My personal journey into death, life and the meaning of love.

Favorite

Tags

grief, loss, healing, compassion, soul mate, death of a spouse

Comments

  • Leon A.  Walker
    Leon A. Walkerover 2 years ago

    This is a great piece of writing. Hope to see more from you!!!

  • I love your writing, too, and all the collaborations you are doing. I’m going to follow your lead in that.

    – Chris Donner

  • Gramia97
    Gramia97over 2 years ago

    now for the rest of the story, I will be looking,

  • Christopher Birtwistle-Smith
    Christopher Bi...over 2 years ago

    im looking forward to reading more of you and your partner’s journey Chris

  • Bruce Miller
    Bruce Millerover 2 years ago

    Wow. This is really amazing. I swear, I’ve done this exact same thing a few times. It’s a horrifying surreal experience

  • I think it was the most frightening part of it all. I hated going home because I knew I’d have to face that walk again, and each time brought the same fear with every footstep. I knew you’d understand, Bruce.

    – Chris Donner

  • photosan
    photosanover 2 years ago

    “YOU HAVE A GIFT”…..straight from the heart….

  • SelinaJ
    SelinaJabout 2 years ago

    been there. done that. it’s heartwrenching. brought tears to my eyes reading this, full of memories. Bravo for writing it all done.

  • buttonpresser
    buttonpresseralmost 2 years ago

    Very Powerful Chris.

    Dave

  • Simfonic
    Simfonicover 1 year ago

    Oh no! Where’s the rest of the story? Even though I know in the end things turned out for the best as you are obviously still with your partner from reading the past comments, I still long to read the rest. Very nicely written, I would definitely pay for it in book form.

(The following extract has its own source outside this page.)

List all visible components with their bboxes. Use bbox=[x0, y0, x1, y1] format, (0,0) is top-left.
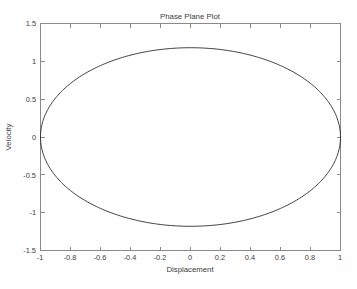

    Just stumbled over your writing and had to leave a comment. Cheers!

  • BlueMoonRose
    BlueMoonRose12 months ago

    An excellent and deeply moving piece of writing, Chris! You tell it how it happens and that is the best way. No frills!

    My poor, dear mother did not even have the benefit of intensive care. She died in the hands of idiots, who did not seem to know their ears from their elbows, and whose words turned out to have been a tissue of lies. “Comfortable”, did they say!? If that was their idea of comfortable…!!

    It so happened that I was not with my mother, when she passed away. I had left my friend’s phone number with them, so that I could be contacted, should the need arise, but I was coming back for the evening visiting anyway. I just needed to clear my head and the walk to my friend’s house a few streets away seemed the best way to do it.

    Unfortunately my friend had had to go out. I waited for her return for 15 minutes or so, then excused myself and made my way back to my mother’s home, still unable to believe that she would not be coming to answer the door to greet me. The house was so full of her presence during her absence, that it seemed uncanny, surreal.

    I never got there. Apparently ten minutes after I left, the hospital staff rang, asking me to come in, as there had been a change in my mother’s condition.

    My friend’s husband set out to find me, but of the two possible routes to her home, he chose the one that I had not taken. Eventually, catching up with me, he broke the speed limit getting me to the hospital, but it was too late. She was gone and I had not been there for her! I was so angry with myself!

    However, she had not died alone. A colleague of hers had been there at the time of her passing, and there was a marked discrepancy between the time of death given by the colleague and that given by the hospital staff. When they rang, she was probably already dead.

    I managed to work through the worst of my grief by writing a detailed description of her terminal illness and death, which ran into 100 pages of manuscript, but to this day I feel ill at ease in that hospital and in hospitals in general (even though I had worked for years as a nurse and then as a medical secretary) because of their lies.

    I think that your writing will resonate with all who have lost a loved one in this way, but has value in preparing people to face the inevitable also.

  • BlueMoonRose
    BlueMoonRose12 months ago

    I have added it to my Favourites, so that it will be readily available to more people.